At that age, most kids aren’t focused on anything that substantial or important. When I was that young, we were just looking to hook up or get drunk off our parents’ liquor. Not thinking about maintaining a future for guardianship of an older brother who was the only family she had, and who, unfortunately, was already in a stable foster home.

“It was hard. Fighting at such a young age for him when he was already established in a family with routines and whatnot. I’d been sucked into a few scams, losing thousands to lawyers who made broken promises, racking up debt. But, eventually, the day finally came, and with help from a close friend and a lawyer I couldn't afford, they awarded me legal guardianship.” She smiles to herself, her face suddenly mirroring that hope; remembering. “I felt like myself again for the first time in years.

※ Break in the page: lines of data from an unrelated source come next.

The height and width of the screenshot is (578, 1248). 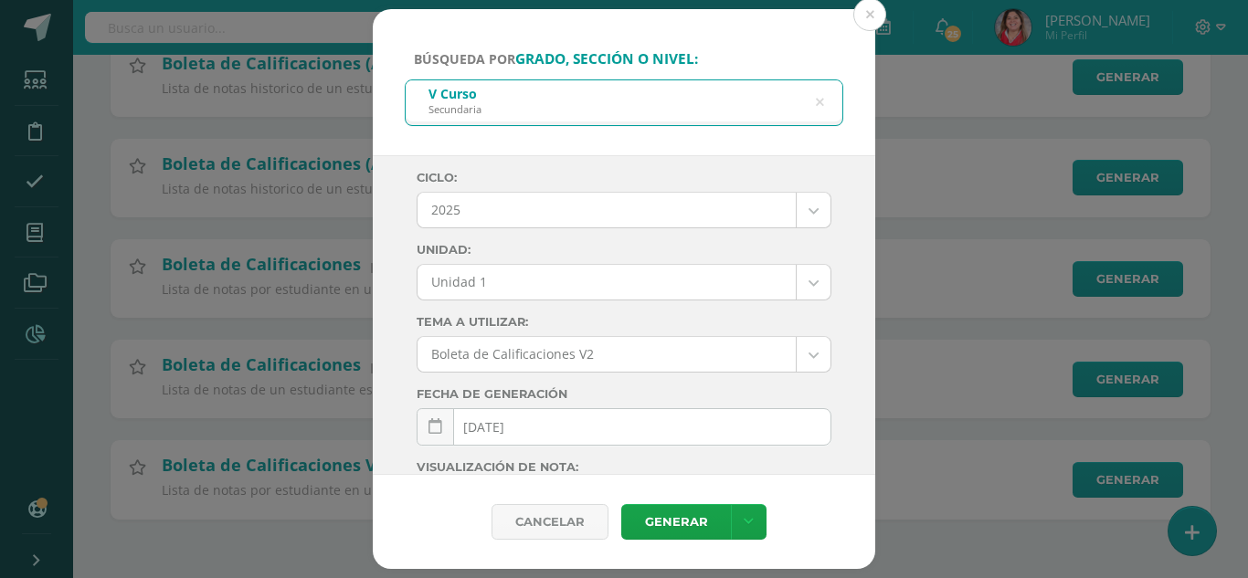 What do you see at coordinates (624, 282) in the screenshot?
I see `a: Unidad 1` at bounding box center [624, 282].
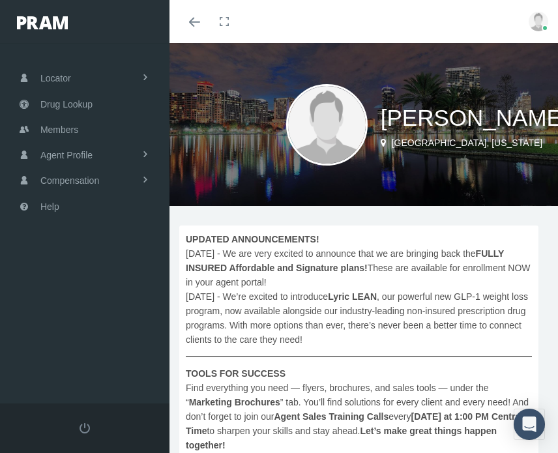 This screenshot has width=558, height=453. I want to click on span: Members, so click(59, 130).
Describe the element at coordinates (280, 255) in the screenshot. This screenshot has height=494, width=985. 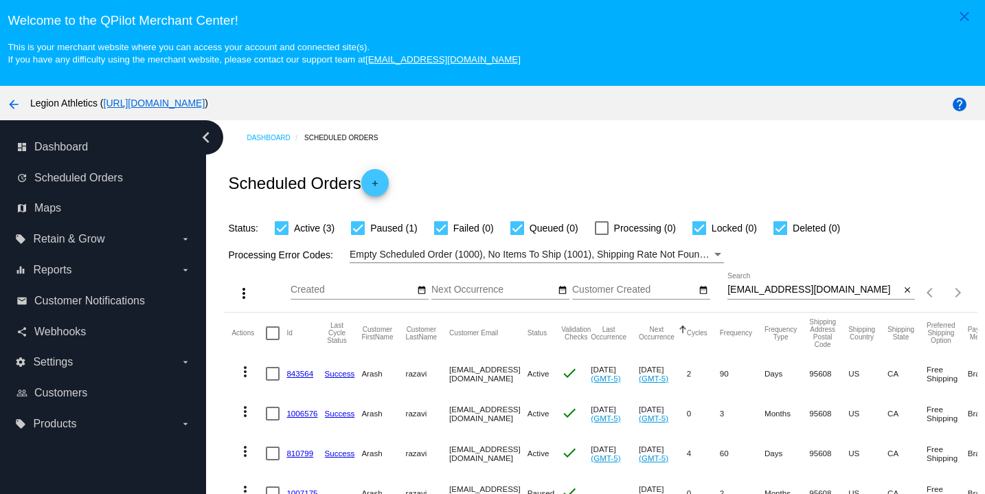
I see `span: Processing Error Codes:` at that location.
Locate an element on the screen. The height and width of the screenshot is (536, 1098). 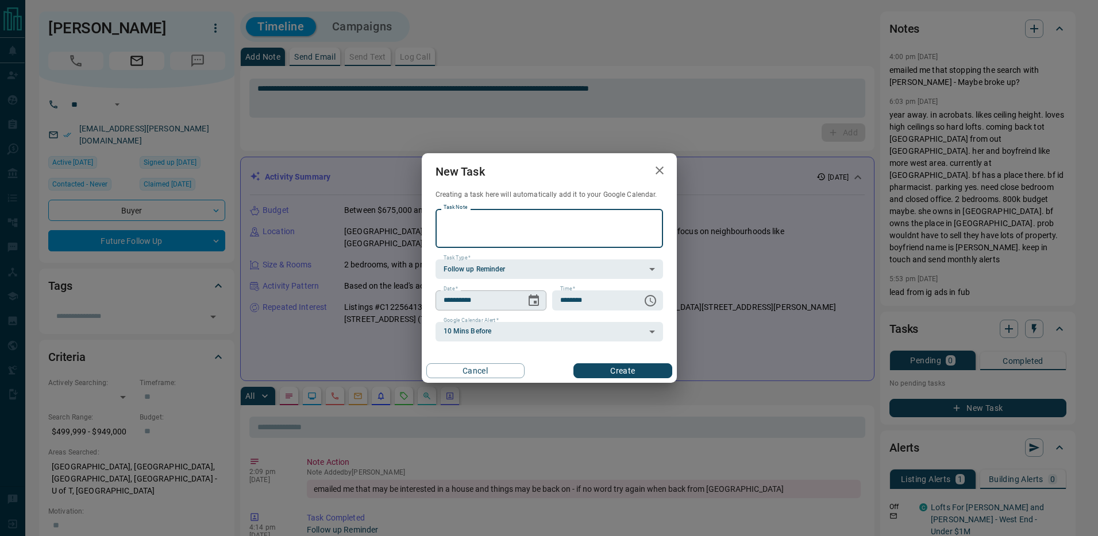
button: Choose time, selected time is 6:00 AM is located at coordinates (650, 301).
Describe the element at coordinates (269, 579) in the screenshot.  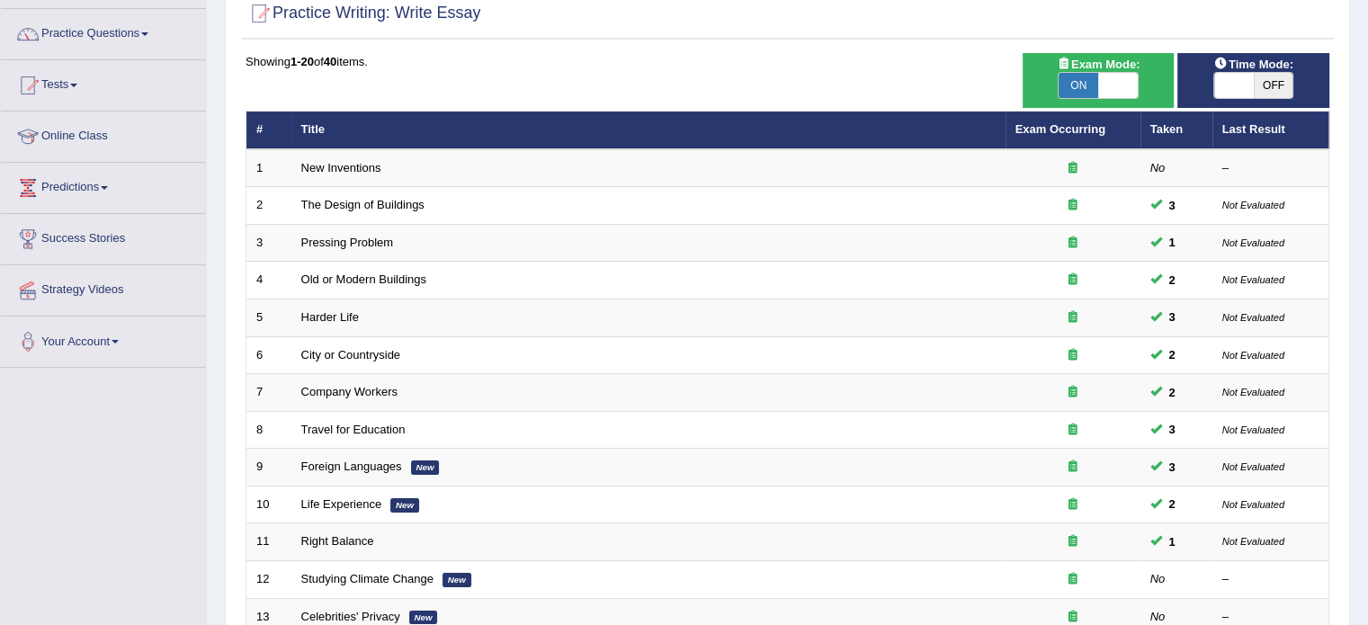
I see `td: 12` at that location.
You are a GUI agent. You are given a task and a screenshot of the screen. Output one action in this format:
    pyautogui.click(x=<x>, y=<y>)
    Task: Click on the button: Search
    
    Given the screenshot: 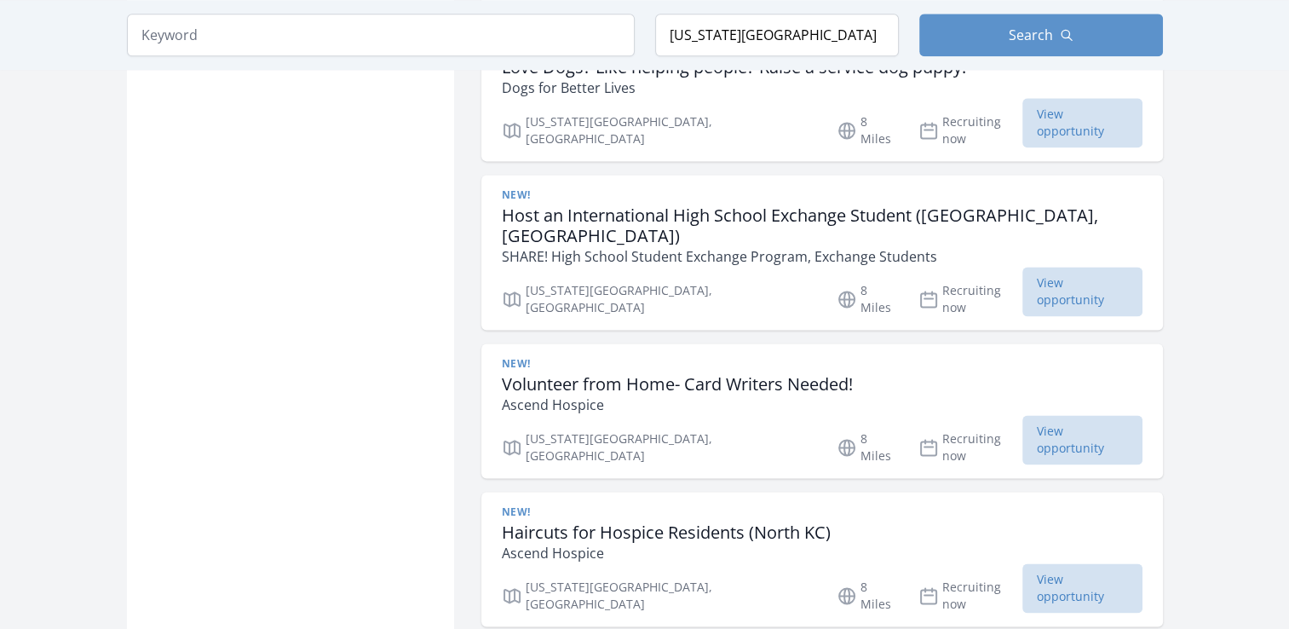 What is the action you would take?
    pyautogui.click(x=1041, y=35)
    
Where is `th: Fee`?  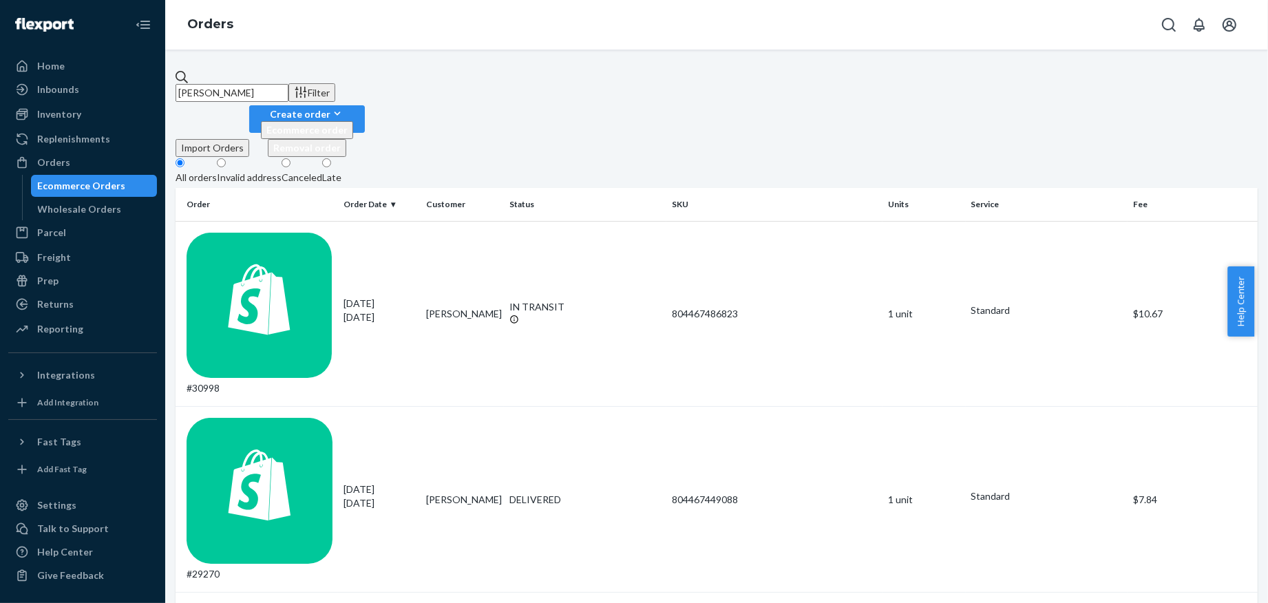
th: Fee is located at coordinates (1192, 204).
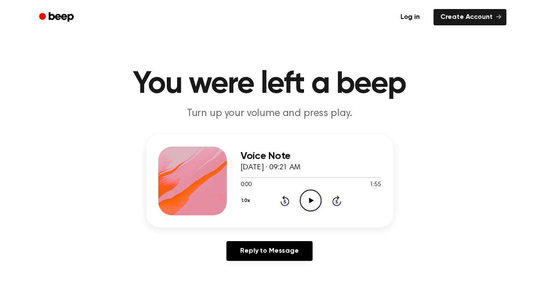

We slipped back into who we were, like we'd never been separated. Pickle and Collie were back.”

Pride pounds through my chest as if it had happened to me. Like I was just reunited with my family again. Just listening to her detail the events makes me feel like I was a part of it. She's so fucking incredible it almost hurts.

She continued to put herself through school with grants and loans that she's informed me she's still paying back to this day. She solidified a life and career while always making sure Colin was not only cared for but had the best life possible, filled with his own opportunities and interests.

Struggle upon struggle, she details their hardships while I listen intently, holding onto her the entire time. But she also tells me the good stuff. Stories of how Colin taught her how to draw when they were kids. He took apart and built tiny toy cars and taught her about all the parts, the names, and what their functions were. How they bonded over NASCAR. He loved his “Pickle” because she listened to him and understood him when no one else did.

She touches on how they have their own special way of connecting when he has his meltdowns, as she describes them. I'm understanding her story now—the bruises, the selfless dedication to someone she loves, endlessly supporting and caring for him, and not exactly receiving that in return. It reminds me of someone else I hold very close to my heart.